What do deep learning and AI’s crowning jewels, advanced image recognition, gaming champion AlphaGo and language models such as GPT-3 all have in common? Energy, of course.
Over their life cycle, large AI models such as these carry out processes which can emit over 626,000 pounds of carbon dioxide, equivalent to over five times the lifetime emissions of the average American car. And, this has generally been the consensus, often proving to be a detriment to adoption: large AI models do consume a large amount of energy and thereby cause a considerable amount of emissions.
The MIT Technology Review reports: “since the first paper studying this technology’s impact on the environment was published three years ago, a movement has grown among researchers to self-report the energy consumed and emissions generated from their work. Having accurate numbers is an important step toward making changes, but actually gathering those numbers can be a challenge.”
The start of emission mapping
Given this, any sort of algorithmic adjustments that can help reduce energy consumption could prove to be a major boon to the future of deep learning. To this end, new research shows that scientists could now use cloud platforms to train algorithms to dramatically reduce energy consumption, and thereby, the emissions it generates. Simple changes to cloud settings could prove to be the key here.
To this end, Seattle-based Allen Institute for AI, with Microsoft, AI community Hugging Face, and three universities have collaborated to develop a tool that adequately measures electricity usage for machine learning models running on Azure, Microsoft’s cloud service. With it, the MIT Tech Review reports:
“Azure users building new models can view the total electricity consumed by graphics processing units (GPUs)—computer chips specialized for running calculations in parallel—during every phase of their project, from selecting a model to training it and putting it to use. It’s the first major cloud provider to give users access to information about the energy impact of their machine-learning programs.”
Although there already exist multiple emission-tracking tools, they do not work when cloud services are hosted by clients such as Microsoft, Amazon, and Google. Such services do not give users direct visibility into the CPU, GPU, and memory resources the activities consume. Even the new Azure tool, in this regard, only reports energy usage and not emissions.
To this end, the researchers mapped emissions to energy consumption using a service called Watttime and estimated emissions based on “the zip codes of cloud servers running 11 machine-learning models.”
“They found that emissions can be significantly reduced if researchers use servers in specific geographic locations and at certain times of day. Emissions from training small machine-learning models can be reduced up to 80% if the training starts at times when more renewable electricity is available on the grid, while emissions from large models can be reduced over 20% if the training work is paused when renewable electricity is scarce and restarted when it’s more plentiful.”
Energy-conscious users of the cloud may potentially lower emissions by adjusting preference settings on the world’s three largest cloud service providers (Microsoft Azure, Google Cloud, and Amazon Web Services). This may prove to be a crucial first step in firmly making machine learning more environmentally friendly. Additionally, Azure’s new tool only calculates energy consumption from the GPUs, not considering CPU, memory usage, or the energy needed for the building or cooling of physical services. Hence, a lot of work still needs to be done on this front.
More researchers than ever are now into the habit of reporting their energy usage. With this increasingly becoming a factor in planning future projects, it could start reducing machine learning’s impact on climate change.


AIM OF THE TASK – Find the lines of the material below that include the string "Cementless", then copy each one.
Start of Block
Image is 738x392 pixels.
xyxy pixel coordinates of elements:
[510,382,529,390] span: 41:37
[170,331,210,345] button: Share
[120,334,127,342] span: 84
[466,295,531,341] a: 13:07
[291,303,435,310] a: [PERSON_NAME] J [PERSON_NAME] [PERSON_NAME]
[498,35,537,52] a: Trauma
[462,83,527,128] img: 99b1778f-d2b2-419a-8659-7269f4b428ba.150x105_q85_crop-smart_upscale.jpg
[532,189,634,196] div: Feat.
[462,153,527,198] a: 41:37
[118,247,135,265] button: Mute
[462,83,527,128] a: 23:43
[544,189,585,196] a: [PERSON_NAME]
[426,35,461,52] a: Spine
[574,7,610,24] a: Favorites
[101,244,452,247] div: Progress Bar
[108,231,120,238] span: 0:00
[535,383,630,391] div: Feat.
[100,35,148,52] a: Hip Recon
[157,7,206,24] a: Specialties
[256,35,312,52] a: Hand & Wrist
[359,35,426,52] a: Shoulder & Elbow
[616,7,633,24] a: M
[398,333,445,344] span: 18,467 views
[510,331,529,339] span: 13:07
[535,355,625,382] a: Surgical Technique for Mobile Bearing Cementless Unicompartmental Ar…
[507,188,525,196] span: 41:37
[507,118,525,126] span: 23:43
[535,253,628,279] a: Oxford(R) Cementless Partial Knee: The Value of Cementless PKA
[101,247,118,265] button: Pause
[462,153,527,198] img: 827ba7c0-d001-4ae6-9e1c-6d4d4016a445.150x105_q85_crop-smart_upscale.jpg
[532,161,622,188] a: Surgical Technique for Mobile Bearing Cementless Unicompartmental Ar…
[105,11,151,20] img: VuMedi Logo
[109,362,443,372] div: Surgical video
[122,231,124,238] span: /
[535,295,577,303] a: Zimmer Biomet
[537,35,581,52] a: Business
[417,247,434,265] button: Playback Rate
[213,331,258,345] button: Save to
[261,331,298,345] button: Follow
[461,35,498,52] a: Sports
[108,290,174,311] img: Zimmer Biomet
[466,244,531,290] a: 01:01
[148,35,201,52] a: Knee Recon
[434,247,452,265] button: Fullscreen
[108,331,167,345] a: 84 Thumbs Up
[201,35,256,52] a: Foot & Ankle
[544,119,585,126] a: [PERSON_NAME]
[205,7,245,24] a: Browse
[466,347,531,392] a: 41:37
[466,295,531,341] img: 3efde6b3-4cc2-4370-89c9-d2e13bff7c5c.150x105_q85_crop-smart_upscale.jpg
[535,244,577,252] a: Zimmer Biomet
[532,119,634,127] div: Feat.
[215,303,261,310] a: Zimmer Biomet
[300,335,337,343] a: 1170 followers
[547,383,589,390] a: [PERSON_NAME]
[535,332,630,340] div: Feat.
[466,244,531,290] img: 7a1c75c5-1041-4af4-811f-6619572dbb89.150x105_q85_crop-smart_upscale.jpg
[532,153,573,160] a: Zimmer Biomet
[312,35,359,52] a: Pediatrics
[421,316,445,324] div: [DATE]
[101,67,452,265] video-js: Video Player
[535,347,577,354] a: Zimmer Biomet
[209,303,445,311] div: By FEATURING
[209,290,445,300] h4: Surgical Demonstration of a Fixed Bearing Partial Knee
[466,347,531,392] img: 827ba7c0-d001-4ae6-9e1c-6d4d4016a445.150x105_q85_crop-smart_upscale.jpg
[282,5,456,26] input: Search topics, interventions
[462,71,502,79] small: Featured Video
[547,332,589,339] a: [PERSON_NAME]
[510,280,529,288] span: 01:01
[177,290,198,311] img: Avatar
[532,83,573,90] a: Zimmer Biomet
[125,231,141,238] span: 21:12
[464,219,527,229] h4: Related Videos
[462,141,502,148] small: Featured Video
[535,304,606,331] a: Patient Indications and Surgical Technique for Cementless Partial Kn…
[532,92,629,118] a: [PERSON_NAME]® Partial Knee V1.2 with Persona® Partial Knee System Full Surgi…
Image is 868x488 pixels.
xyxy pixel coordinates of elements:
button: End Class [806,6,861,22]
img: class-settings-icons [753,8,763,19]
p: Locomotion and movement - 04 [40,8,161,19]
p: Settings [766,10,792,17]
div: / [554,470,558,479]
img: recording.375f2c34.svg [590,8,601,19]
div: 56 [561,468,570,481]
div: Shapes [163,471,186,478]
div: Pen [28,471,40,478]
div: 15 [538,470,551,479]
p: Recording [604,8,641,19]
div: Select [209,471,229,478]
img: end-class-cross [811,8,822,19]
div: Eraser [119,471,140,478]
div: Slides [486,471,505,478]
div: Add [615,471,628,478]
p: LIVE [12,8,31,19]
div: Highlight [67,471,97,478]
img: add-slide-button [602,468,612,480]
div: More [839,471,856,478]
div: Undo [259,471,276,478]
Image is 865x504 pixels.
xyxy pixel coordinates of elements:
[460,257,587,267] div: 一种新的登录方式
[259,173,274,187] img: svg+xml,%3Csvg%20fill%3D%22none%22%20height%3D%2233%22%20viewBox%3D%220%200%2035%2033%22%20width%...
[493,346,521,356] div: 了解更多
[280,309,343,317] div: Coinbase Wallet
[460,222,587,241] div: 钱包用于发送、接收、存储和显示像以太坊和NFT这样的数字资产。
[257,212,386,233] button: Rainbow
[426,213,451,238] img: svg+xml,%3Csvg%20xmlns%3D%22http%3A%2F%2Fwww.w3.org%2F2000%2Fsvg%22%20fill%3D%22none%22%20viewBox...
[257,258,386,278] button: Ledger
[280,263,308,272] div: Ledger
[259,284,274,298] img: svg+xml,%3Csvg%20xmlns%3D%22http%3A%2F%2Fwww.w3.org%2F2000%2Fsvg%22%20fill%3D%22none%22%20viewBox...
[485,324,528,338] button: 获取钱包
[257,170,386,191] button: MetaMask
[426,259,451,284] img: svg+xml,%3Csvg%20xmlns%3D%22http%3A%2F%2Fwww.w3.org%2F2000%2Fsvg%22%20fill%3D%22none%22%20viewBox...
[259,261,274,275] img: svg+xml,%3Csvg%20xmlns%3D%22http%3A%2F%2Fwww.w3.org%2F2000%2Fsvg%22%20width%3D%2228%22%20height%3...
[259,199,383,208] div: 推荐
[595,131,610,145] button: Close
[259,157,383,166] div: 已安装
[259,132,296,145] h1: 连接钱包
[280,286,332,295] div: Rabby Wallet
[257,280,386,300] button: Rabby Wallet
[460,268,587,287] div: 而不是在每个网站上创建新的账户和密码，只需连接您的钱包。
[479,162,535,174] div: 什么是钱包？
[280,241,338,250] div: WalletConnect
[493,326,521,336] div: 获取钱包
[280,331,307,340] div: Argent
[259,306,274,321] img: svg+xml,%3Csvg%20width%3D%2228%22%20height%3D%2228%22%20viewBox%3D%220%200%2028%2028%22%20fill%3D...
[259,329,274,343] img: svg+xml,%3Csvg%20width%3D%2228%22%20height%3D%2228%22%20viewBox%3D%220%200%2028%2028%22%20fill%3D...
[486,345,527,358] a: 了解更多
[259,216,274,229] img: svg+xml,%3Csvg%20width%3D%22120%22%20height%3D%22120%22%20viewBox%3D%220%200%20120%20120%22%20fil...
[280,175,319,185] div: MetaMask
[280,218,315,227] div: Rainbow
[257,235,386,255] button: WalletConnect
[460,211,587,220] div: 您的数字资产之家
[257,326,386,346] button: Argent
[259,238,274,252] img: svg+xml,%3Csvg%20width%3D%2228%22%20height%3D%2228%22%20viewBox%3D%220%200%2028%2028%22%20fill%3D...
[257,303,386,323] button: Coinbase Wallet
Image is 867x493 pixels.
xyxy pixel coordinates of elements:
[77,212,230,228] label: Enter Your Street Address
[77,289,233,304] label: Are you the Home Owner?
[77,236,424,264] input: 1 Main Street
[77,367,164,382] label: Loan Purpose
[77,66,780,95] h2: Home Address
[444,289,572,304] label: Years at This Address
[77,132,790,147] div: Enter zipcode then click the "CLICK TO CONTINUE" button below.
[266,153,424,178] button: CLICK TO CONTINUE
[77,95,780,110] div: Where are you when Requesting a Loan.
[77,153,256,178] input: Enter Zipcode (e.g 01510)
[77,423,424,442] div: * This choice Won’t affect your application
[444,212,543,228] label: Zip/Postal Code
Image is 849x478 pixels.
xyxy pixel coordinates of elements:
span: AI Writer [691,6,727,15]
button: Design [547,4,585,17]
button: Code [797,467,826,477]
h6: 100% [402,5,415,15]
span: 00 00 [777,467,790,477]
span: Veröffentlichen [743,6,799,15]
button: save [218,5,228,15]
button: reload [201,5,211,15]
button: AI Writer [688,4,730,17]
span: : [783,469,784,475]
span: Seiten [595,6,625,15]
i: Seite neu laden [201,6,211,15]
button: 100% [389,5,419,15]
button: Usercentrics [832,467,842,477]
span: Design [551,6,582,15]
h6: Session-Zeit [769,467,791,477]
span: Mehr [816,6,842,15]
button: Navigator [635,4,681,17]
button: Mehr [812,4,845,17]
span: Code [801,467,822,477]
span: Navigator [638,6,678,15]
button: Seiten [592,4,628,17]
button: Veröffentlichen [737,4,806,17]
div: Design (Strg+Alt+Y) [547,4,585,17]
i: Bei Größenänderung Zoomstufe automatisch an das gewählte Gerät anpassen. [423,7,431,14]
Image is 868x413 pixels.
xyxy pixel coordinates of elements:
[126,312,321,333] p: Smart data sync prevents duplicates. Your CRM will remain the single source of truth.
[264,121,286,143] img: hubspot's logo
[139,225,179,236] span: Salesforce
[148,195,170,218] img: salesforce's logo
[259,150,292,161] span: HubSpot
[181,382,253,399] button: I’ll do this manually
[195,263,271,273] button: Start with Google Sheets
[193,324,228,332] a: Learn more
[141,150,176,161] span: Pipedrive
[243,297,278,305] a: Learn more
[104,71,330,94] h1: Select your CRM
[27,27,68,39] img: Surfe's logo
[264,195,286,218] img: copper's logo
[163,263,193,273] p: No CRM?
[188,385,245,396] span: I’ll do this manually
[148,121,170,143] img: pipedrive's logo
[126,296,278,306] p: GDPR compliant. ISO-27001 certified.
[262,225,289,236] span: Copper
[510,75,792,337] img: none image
End of Block
EXERCISE SOLUTION –
[535,355,625,382] a: Surgical Technique for Mobile Bearing Cementless Unicompartmental Ar…
[535,253,628,279] a: Oxford(R) Cementless Partial Knee: The Value of Cementless PKA
[532,161,622,188] a: Surgical Technique for Mobile Bearing Cementless Unicompartmental Ar…
[535,304,606,331] a: Patient Indications and Surgical Technique for Cementless Partial Kn…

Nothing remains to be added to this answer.